How to update your local repo and forked repo in the command line. The goal here is to update your local branch to match the upstream (parent) repo and push the update back to your fork on Pagure.
You can learn more about setting up SSH keys on Pagure here: First steps on Pagure.
Steps to sync your local and forked repo (SSH)
If you’ve configured your SSH secret keys in Pagure, you can follow these steps:
1. Add the upstream repo via SSH
This step connects your local repo to the original (upstream) Fedora repo, but now using the SSH URL.

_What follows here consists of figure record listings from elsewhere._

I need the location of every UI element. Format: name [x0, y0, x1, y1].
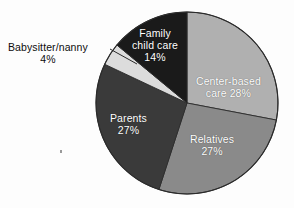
pie-label-babysitter-nanny-line1: Babysitter/nanny — [8, 41, 88, 53]
pie-slices — [96, 12, 278, 194]
pie-label-relatives-line1: Relatives — [190, 133, 234, 145]
pie-label-parents-line1: Parents — [110, 112, 147, 124]
pie-label-center-based-care-line1: Center-based — [196, 75, 261, 87]
pie-chart-figure: Center-based care 28% Relatives 27% Pare… — [0, 0, 294, 208]
pie-label-relatives-value: 27% — [190, 146, 234, 158]
pie-slice-center-based-care[interactable] — [187, 12, 278, 120]
pie-label-babysitter-nanny-value: 4% — [8, 54, 88, 66]
pie-label-center-based-care-line2: care 28% — [196, 88, 261, 100]
pie-label-family-child-care: Family child care 14% — [132, 28, 178, 63]
pie-label-parents-value: 27% — [110, 125, 147, 137]
pie-label-babysitter-nanny: Babysitter/nanny 4% — [8, 42, 88, 66]
pie-label-parents: Parents 27% — [110, 113, 147, 137]
pie-label-center-based-care: Center-based care 28% — [196, 76, 261, 100]
pie-label-relatives: Relatives 27% — [190, 134, 234, 158]
pie-label-family-child-care-line2: child care — [132, 40, 178, 52]
pie-label-family-child-care-value: 14% — [132, 52, 178, 64]
scan-speck — [60, 150, 62, 153]
pie-label-family-child-care-line1: Family — [139, 27, 171, 39]
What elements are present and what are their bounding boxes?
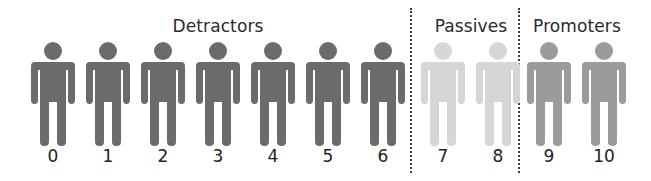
person-icon-detractor-2	[141, 42, 185, 146]
score-label: 9	[544, 146, 555, 166]
person-icon-promoter-10	[582, 42, 626, 146]
score-label: 8	[493, 146, 504, 166]
score-label: 7	[438, 146, 449, 166]
person-icon-detractor-4	[251, 42, 295, 146]
person-icon-promoter-9	[527, 42, 571, 146]
person-icon-detractor-1	[86, 42, 130, 146]
group-label-passives: Passives	[435, 16, 508, 36]
score-label: 5	[323, 146, 334, 166]
group-label-promoters: Promoters	[533, 16, 621, 36]
person-icon-detractor-6	[361, 42, 405, 146]
group-label-detractors: Detractors	[173, 16, 264, 36]
score-label: 10	[593, 146, 615, 166]
person-icon-detractor-5	[306, 42, 350, 146]
score-label: 3	[213, 146, 224, 166]
divider-detractors-passives	[410, 8, 412, 173]
person-icon-detractor-0	[31, 42, 75, 146]
score-label: 1	[103, 146, 114, 166]
score-label: 4	[268, 146, 279, 166]
person-icon-passive-8	[476, 42, 520, 146]
score-label: 0	[48, 146, 59, 166]
score-label: 2	[158, 146, 169, 166]
person-icon-passive-7	[421, 42, 465, 146]
person-icon-detractor-3	[196, 42, 240, 146]
score-label: 6	[378, 146, 389, 166]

git remote add upstream ssh://git@pagure.io/fedora-join/fedora-join-docs.git
You can then verify it’s added correctly using this command:
git remote -v
This will show you both the origin (your fork) and upstream (the original repo) — yours may be different but that’s the gist.
2. Fetch the latest state from upstream
Now that your local repo knows about the upstream repo, fetch the latest changes (this won’t modify your local code yet ):
git fetch upstream
This code pulls all the latest changes from the upstream repo.
Note:
git fetch
andgit pull
git fetch
only downloads the latest changes from the upstream repository. It does not modify your current working branch. You can review the changes first before deciding to merge.
git pull
is basically a shortcut forgit fetch
+git merge
. It downloads the changes and immediately tries to merge them into your current branch. This can lead to merge conflicts if you’re not ready.TL;DR:
Usegit fetch
when you want more control.
Usegit pull
when you're ready to sync immediately.
This image above shows that my local repository has pulled in the latest changes from the upstream project, but my working branch hasn’t changed yet.
The new commit exists in upstream/main
, and I can now compare or even merge it into my local branch when I’m ready.
When you run:
git log upstream/main --oneline
You'll get something similar to the image, based on your project's history.
The green-highlighted commit (a8f67ca
) is my current main
branch, which is also aligned with my fork’s origin/main
.
The docs/welcome-page
branch (my feature branch for the welcome page update) has already been merged and pushed, showing one commit ahead of main
with commit d704c2b
.
However, the upstream repository (upstream/main
) has progressed with a new commit (9c69286
) that I don't yet have locally.
This tells me I’m one commit behind upstream, so my next step is to merge upstream/main
into my local main
and then push it to my fork to stay up to date.
3. Checkout the branch you want to update
Switch to the branch you want to sync the updates to (e.g., main
or master
):
git checkout main
This will switch to the branch and ensure that you’re on the branch you want to update.
4. Are you ready to ‘Merge’? Merge upstream’s changes into your local branch
This will merge the upstream branch(main, for example and if it’s master or something else just adjust) into your local branch:
git merge upstream/main
If there are conflicts, git will ask you to resolve them first.
The screenshot above shows the output after I run the command git merge upstream/main
. Since there were no conflicting changes between my local work and upstream, Git performed a fast-forward merge. This simply moved my local main
branch pointer forward to match upstream/main
, without creating a new merge commit.
Key takeaways from the output:
- The commit hash moved from
a8f67ca
to9c69286
.
Updating a8f67ca..9c69286
is known as fast forward merge - and it’s exactly what it sounds like :)
A fast-forward happens when the current branch (main
, in my case) has no new commits of its own since it last shared history with the branch it's merging in (upstream/main). Because of this, Git doesn't need to create a merge commit. Instead, it just moves the pointer of the current branch forward to the latest commit of the other branch — as if we "fast-forwarded" to catch up.
- Two files were updated: ‘badges.adoc’ had one line removed.
‘welcome.adoc’ had 116 lines modified in total (82 insertions, 35 deletions).
5. Push the changes to your fork
After we merge our changes from upstream/main
and check the status now, you can see that our local main
branch is ahead of origin/main
by 2 commits. This simply means we’ve successfully pulled in updates from the official Fedora repo, but haven’t pushed them to our fork yet.
The command git push
pushed all our synced updates from upstream/main
into our personal fork(origin). Once this is done, you can check the status git status
and it confirms that our local main
is in sync with both origin/main
and upstream/main
.
We’ve successfully pulled upstream changes, merged them locally, and pushed them to our fork. The working directory is now clean, no uncommitted changes hanging around.
Wrap up
In open source projects, especially when contributing regularly, keeping your fork updated with the latest upstream changes is critical. It avoids conflicts, reduces confusion, and makes your future pull requests easier to manage.
Let’s recap the flow:
- Add upstream remote (only once).
- Fetch changes from upstream.
- Compare and merge with your local branch.
- Push updates to your fork on Pagure.
- Start working from a clean, current base.